The boy and the country
We can take the boy out of the country. The challenge is to take the country out of the boy. Through all the decades since school and college, I have lived with a silent difference of opinion with classmates who thought much of the institutions where we studied. La Martiniare College in Lucknow was built by Claude Martin and Aligarh Muslim University was set up by Sir Syed Ahmed Khan. I trusted neither, but I was lucky to have great teachers on both occasions. The reason for my aloofness was my early unease with the fact that that I was in Hodson House in La Martiniare College, Lucknow. The house was named after an unspeakably callous British captain who had gouged out the eyes of the grandchildren of India’s last Mughal emperor and murdered them at Delhi’s Khooni Darwaza (bloody gate) now located near the Indian Express office. There was a Cornwallis House named after the man who was thrashed in the battle of Yorktown by the Americans. His British godfathers, however, elevated him as governor general of India.
My school’s founder Claude Martin had built the cannon that Lord Cornwallis used to slay Tipu Sultan with, not without the help of Maratha troops and soldiers of the Nizam. This aspect of Maratha valour is seldom discussed in school books, how they helped the British and the Nizam take down Tipu. Martin was himself a French mercenary who defected to the British side after Clive overwhelmed Dupleix in southern India, not militarily, but by a diplomatic subterfuge in Europe whereby the British and the French joined hands in a treaty to redistribute the spoils of colonialism. It was the 200th birth anniversary of Sir Syed Ahmed Khan on October 17 and there were the familiar eulogies at seminars and symposiums. Some Indians or Pakistanis like him, a few adulate him, and most ignore him. Partly, Allama Iqbal’s towering presence as a liberating Muslim icon crowds out the older Sir Syed. I am grateful to Sir Syed for setting up the Aligarh University where I got to study history with Irfan Habib and Shakespeare with Zahida Zaidi. Habib had the hard task of fighting Hindu and Muslim communalists who stalked the campus or preyed on it from outside.
Masood Alam Falahi has worked closely on the Urdu sources of the period to throw light on Sir Syed’s worldview. In an address to the second convention of the Muhamma-dan Educational Conference in Lucknow in 1887, Syed Ahmad claimed that “lowly [adna] families” were “not useful [mufid] for the country or for the government”. In contrast, the “nobles (ra’is) of high-status [’ala] families” were loyal to the British and so “are useful to the country and the government”. He referred to “Pathans, Syeds, Hashmis and Quraishis” as his “own brothers [hamarey bhai]”, “from whose blood ... the smell of the blood of Abraham emanates”. He shared their hope that they would be employed in top posts in the British Army. He assured them that this would happen soon, but for this, he added, they would have to win the favour of the British.
Sir Syed was not unique in his avowed casteism but merely following a tradition of elitist Hindu-Muslim bonhomie to the exclusion of Hindu-Muslim hoi polloi. In this sense, Begum Hazrat Mahal, the valiant warrior of 1857, may have set the example for Sir Syed’s prejudices though he disagreed with her role in fighting the British. “Everyone follows his own religion [in my domain],” Hazrat Mahal wrote in a pamphlet she circulated from exile. “Everyone enjoys respect according to their worth and status. Men of high extraction... retain the respectability according to their respective ranks. And all persons of a lower order such as a sweeper, chamar, dhanook, or pasi can’t claim equality.” I am not surprised that Begum Hazrat Mahal lost the battle against British colonialism. As for Sir Syed and Claude Martin, they represented colonialism’s positive moments but only in the interest of colonialism. There is much for the boy to learn still.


* [Exercise aim] Nothing is to be left out; print all the entries exactly.

Items from a figure collection:

■ ■ ■ ■ ■ ■ ■

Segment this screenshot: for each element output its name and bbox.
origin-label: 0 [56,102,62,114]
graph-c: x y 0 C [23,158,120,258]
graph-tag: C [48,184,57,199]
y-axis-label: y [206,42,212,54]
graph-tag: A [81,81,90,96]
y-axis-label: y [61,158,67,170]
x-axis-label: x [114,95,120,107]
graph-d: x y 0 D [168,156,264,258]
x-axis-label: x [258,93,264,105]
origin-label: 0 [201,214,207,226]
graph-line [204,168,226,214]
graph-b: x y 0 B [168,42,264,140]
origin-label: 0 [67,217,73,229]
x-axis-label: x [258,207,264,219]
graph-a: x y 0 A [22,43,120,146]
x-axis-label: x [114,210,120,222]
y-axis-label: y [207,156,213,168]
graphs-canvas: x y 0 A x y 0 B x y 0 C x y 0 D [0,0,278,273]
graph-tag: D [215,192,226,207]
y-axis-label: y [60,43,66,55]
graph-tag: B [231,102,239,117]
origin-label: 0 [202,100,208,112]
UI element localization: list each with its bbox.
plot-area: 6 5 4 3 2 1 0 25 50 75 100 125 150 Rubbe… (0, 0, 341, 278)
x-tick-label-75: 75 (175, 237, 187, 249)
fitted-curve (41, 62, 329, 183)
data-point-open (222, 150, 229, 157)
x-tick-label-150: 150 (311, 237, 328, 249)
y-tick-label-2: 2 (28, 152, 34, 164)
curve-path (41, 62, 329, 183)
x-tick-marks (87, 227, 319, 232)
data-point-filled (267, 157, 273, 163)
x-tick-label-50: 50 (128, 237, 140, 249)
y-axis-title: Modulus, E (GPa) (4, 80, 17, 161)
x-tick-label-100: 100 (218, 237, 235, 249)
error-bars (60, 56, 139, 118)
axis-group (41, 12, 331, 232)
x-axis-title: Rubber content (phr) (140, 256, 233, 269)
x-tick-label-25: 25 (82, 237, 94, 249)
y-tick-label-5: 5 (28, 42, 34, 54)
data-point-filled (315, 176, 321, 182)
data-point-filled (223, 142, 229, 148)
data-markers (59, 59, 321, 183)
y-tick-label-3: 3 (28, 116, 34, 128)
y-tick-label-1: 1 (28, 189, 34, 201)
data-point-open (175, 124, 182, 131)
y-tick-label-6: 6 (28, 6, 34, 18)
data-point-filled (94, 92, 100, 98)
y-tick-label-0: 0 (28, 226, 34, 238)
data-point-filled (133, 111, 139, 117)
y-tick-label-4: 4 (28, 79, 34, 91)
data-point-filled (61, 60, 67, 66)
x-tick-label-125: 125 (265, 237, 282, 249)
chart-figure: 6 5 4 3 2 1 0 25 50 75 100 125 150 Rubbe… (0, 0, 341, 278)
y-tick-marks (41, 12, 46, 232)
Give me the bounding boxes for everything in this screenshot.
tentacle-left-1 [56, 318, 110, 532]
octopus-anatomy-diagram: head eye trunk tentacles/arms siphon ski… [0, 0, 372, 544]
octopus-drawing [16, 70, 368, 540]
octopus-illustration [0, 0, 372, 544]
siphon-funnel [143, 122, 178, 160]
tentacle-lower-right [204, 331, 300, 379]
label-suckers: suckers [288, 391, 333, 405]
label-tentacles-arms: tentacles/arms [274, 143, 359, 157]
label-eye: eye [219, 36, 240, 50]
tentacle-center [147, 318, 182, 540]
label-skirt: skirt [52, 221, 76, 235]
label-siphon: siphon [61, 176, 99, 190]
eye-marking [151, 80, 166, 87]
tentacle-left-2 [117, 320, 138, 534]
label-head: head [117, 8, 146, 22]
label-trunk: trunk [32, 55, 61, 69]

■ ■ ■ ■ ■ ■ ■

* [Result below]
Segment this screenshot: for each element output its name and bbox.
origin-label: 0 [56,102,62,114]
graph-c: x y 0 C [23,158,120,258]
graph-tag: C [48,184,57,199]
y-axis-label: y [206,42,212,54]
graph-tag: A [81,81,90,96]
y-axis-label: y [61,158,67,170]
x-axis-label: x [114,95,120,107]
graph-d: x y 0 D [168,156,264,258]
x-axis-label: x [258,93,264,105]
origin-label: 0 [201,214,207,226]
graph-line [204,168,226,214]
graph-b: x y 0 B [168,42,264,140]
origin-label: 0 [67,217,73,229]
x-axis-label: x [258,207,264,219]
graph-a: x y 0 A [22,43,120,146]
x-axis-label: x [114,210,120,222]
y-axis-label: y [207,156,213,168]
graphs-canvas: x y 0 A x y 0 B x y 0 C x y 0 D [0,0,278,273]
graph-tag: D [215,192,226,207]
y-axis-label: y [60,43,66,55]
graph-tag: B [231,102,239,117]
origin-label: 0 [202,100,208,112]
UI element localization: list each with its bbox.
plot-area: 6 5 4 3 2 1 0 25 50 75 100 125 150 Rubbe… (0, 0, 341, 278)
x-tick-label-75: 75 (175, 237, 187, 249)
fitted-curve (41, 62, 329, 183)
data-point-open (222, 150, 229, 157)
x-tick-label-150: 150 (311, 237, 328, 249)
y-tick-label-2: 2 (28, 152, 34, 164)
curve-path (41, 62, 329, 183)
x-tick-marks (87, 227, 319, 232)
data-point-filled (267, 157, 273, 163)
x-tick-label-50: 50 (128, 237, 140, 249)
y-axis-title: Modulus, E (GPa) (4, 80, 17, 161)
x-tick-label-100: 100 (218, 237, 235, 249)
error-bars (60, 56, 139, 118)
axis-group (41, 12, 331, 232)
x-axis-title: Rubber content (phr) (140, 256, 233, 269)
x-tick-label-25: 25 (82, 237, 94, 249)
y-tick-label-5: 5 (28, 42, 34, 54)
data-point-filled (315, 176, 321, 182)
data-point-filled (223, 142, 229, 148)
data-markers (59, 59, 321, 183)
y-tick-label-3: 3 (28, 116, 34, 128)
y-tick-label-1: 1 (28, 189, 34, 201)
data-point-open (175, 124, 182, 131)
y-tick-label-6: 6 (28, 6, 34, 18)
data-point-filled (94, 92, 100, 98)
y-tick-label-0: 0 (28, 226, 34, 238)
data-point-filled (133, 111, 139, 117)
y-tick-label-4: 4 (28, 79, 34, 91)
data-point-filled (61, 60, 67, 66)
x-tick-label-125: 125 (265, 237, 282, 249)
chart-figure: 6 5 4 3 2 1 0 25 50 75 100 125 150 Rubbe… (0, 0, 341, 278)
y-tick-marks (41, 12, 46, 232)
Give me the bounding boxes for everything in this screenshot.
tentacle-left-1 [56, 318, 110, 532]
octopus-anatomy-diagram: head eye trunk tentacles/arms siphon ski… [0, 0, 372, 544]
octopus-drawing [16, 70, 368, 540]
octopus-illustration [0, 0, 372, 544]
siphon-funnel [143, 122, 178, 160]
tentacle-lower-right [204, 331, 300, 379]
label-suckers: suckers [288, 391, 333, 405]
label-tentacles-arms: tentacles/arms [274, 143, 359, 157]
label-eye: eye [219, 36, 240, 50]
tentacle-center [147, 318, 182, 540]
label-skirt: skirt [52, 221, 76, 235]
label-siphon: siphon [61, 176, 99, 190]
eye-marking [151, 80, 166, 87]
tentacle-left-2 [117, 320, 138, 534]
label-head: head [117, 8, 146, 22]
label-trunk: trunk [32, 55, 61, 69]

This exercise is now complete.